On 7 Dec 2005, at 01:18, Sherool wrote:
How exactly should these images be treated? I'm talking about the image tag http://en.wikipedia.org/wiki/Template:Wikipedia-screenshot and it's category <http://en.wikipedia.org/wiki/ Category:Screenshots_of_Wikipedia>. The template only says that Wikipedia text is licensed under GFDL and that Wikipedia is copyright of Wikimedia, but it doesn't rely address the issue of the copyright status for the image itself.
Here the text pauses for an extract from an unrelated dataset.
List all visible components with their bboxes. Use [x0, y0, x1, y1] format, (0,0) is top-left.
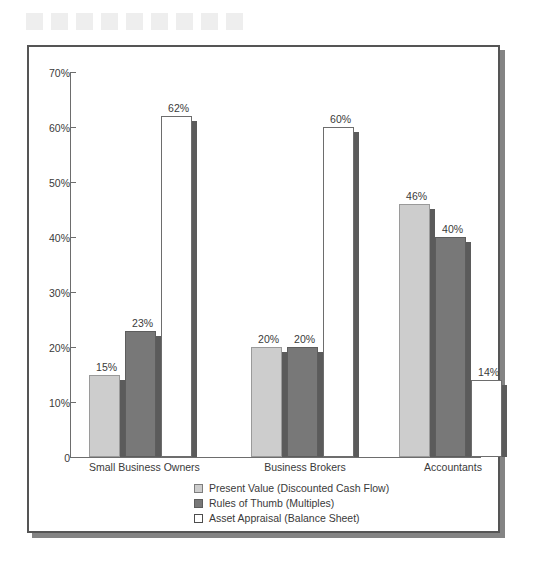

According to <http://en.wikipedia.org/wiki/ Wikipedia:Image_copyright_tags> it's a "fair use" tag (that's where it's listed anyway), but we are not currently treating it as such. Gmaxwell's bot originally tagged these images as "far use orphans" if they where not used in articles, but after a storm of protests (well 3-4 anyway, I raised some questions myself back then) he (reluctantly) excluded them from his bot. Problem is you can't rely argue that they are free images, as many of them include either copyrighted GUI elements from the users browser and OS, and a lot of others include copyrighted "fair use" images from articles.
The way I see it we have 3 choices.
- Keep using it as a semi-free "special" case, maybe we can argue
that the screenshot as a whole give enough context to declare the inclusion of copyrighted images to be within fair use or some such (IANAL).
- Make it a GFDL tag, and run an extensive cleanup project to
crop, blur or otherwise remove all copyrighted elements from the screenshots (and clean out other mis-tagged junk).
- Confirm that it's a fair use tag, and delete all the images that
have not been used in any articles for at least 7 days (in other words most, if not all of them).
Any thoughts? Whatever status they should have needs to be made more clear IMHO.
There is also the case that came up yesterday of screenshots including definitely non free wikimedia foundation logos.
My view is that they should only be allowed if they only include free content and then can be tagged as GFDL (or GFDL+CC if they include some CC images).